Billy Mills Wins Olympic Gold
- joearubenstein
- Oct 14, 2024
- 2 min read
Oct. 14, 1964 - Billy Mills took up running to get in shape as a boxer while attending an Indian school for orphans and went on to score one of America’s greatest track triumphs.
“I’m flabbergasted; I can hardly believe it,” the Marine lieutenant beamed today after beating 37 of the world’s top endurance racers in Tokyo for the Olympic gold medal in the 10,000 meter-run.
Mills set an Olympic record with a time of 28 minutes 24.4 seconds, breaking the mark of 28:32.2 set in 1960 by Petr Bolotnikov of the Soviet Union.
A complete dark horse who barely sneaked onto the United States squad in his last race of the qualifying trials at Chicago, he was about a 1,000-to-1 shot.
“Still, I always felt I had an outside chance because I had been training well,” he said. “I have been running 100 miles a week until the last two weeks. Then I settled down to long, easy running. I felt the spark and spring coming back to my legs.”
The winner, who had run the 10,000 only five times previously and never beaten the leading U.S. hope, Gerry Lindgren, said he knew he had a good chance with five laps to go.
Mills said he believed he could outkick Mohamed Gammondi of Tunisia, the second-place finisher.
The surprise 10,000-meter champion is 26 years old, 5-11, and weighs 155 pounds. He was born in Pine Ride, S.D., a town with a population of 2,000.
He was in the eighth grade when he started running, just to condition himself for the boxing ring. After losing his first two bouts — winding up with a pair of big black eyes — he decided to stick to running exclusively.
His mother died when he was a baby, and his father passed away when he was 12.
Mills, who is part Sioux Indian, was placed in the Haskell Institute at Lawrence, Kan., as an orphan and stayed there until he entered the University of Kansas. He was a two-mile and cross-country champion at Kansas.
As a distance runner bidding for an Olympic berth, he attracted little notice. In five 10,000-meter races, he won only one — and that was an interservice event against negligible competition.
His best previous time for the distance was 29:10.
“I thought I would cry,” he said when he saw the United States flag hoisted on the flagpole at the medal ceremonies. “And I did.”
Mills’s wife, Patricia, mother of their 6-month-old baby, also wept.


- [YOUR GOAL]
All lines of the entries with "glass" in them must be listed.

^^^^^^^^

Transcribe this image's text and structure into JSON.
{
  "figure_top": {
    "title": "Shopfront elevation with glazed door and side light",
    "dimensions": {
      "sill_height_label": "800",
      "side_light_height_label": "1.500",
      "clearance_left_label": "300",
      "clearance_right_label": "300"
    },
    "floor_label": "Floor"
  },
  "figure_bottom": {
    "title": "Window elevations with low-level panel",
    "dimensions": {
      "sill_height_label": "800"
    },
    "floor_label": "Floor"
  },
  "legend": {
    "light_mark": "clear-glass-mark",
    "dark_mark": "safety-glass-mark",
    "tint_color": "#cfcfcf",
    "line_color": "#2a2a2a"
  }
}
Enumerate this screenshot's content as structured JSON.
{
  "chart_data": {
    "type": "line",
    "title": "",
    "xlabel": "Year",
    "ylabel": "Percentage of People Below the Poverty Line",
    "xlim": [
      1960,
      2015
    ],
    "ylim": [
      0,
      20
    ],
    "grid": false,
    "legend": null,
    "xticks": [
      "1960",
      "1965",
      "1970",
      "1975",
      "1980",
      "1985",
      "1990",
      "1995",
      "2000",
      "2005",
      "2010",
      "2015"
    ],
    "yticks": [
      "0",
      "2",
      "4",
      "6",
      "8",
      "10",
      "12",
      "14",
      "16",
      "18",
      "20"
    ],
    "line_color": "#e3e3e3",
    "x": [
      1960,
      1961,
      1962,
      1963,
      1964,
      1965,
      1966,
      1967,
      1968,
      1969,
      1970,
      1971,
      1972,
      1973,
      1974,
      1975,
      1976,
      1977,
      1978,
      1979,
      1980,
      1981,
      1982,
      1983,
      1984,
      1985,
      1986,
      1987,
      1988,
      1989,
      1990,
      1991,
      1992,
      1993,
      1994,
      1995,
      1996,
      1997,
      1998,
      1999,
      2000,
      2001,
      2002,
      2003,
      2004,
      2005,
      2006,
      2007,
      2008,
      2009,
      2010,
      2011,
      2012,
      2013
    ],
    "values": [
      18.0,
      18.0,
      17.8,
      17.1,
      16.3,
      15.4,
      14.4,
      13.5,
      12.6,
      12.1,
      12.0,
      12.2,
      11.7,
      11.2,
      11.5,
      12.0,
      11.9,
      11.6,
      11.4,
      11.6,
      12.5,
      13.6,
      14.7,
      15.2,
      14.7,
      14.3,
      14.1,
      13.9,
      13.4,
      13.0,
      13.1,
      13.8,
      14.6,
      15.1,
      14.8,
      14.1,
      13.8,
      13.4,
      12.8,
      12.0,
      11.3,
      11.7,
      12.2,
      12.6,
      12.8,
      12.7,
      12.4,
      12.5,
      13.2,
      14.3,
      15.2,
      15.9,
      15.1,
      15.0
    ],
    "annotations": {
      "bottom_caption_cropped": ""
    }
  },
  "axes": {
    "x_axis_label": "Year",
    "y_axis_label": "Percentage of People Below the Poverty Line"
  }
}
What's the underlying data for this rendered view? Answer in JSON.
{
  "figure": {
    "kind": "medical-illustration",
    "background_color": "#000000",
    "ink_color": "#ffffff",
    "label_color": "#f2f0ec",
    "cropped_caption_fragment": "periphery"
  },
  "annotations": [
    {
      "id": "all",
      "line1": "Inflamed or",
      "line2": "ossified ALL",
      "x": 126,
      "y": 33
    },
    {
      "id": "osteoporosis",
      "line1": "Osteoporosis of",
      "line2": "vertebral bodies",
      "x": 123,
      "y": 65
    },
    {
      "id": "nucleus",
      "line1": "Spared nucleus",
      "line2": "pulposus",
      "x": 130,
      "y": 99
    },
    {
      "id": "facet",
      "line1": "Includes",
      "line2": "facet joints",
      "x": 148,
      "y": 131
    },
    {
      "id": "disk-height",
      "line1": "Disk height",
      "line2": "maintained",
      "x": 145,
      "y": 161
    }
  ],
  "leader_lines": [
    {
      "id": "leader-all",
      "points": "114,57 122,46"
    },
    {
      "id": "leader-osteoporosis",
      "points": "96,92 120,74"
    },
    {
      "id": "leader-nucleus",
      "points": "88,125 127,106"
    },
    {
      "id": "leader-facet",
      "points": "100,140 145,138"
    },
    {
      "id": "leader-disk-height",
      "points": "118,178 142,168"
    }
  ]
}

^^^^^^^^

- [EXERCISE RESPONSE]
    "light_mark": "clear-glass-mark",
    "dark_mark": "safety-glass-mark",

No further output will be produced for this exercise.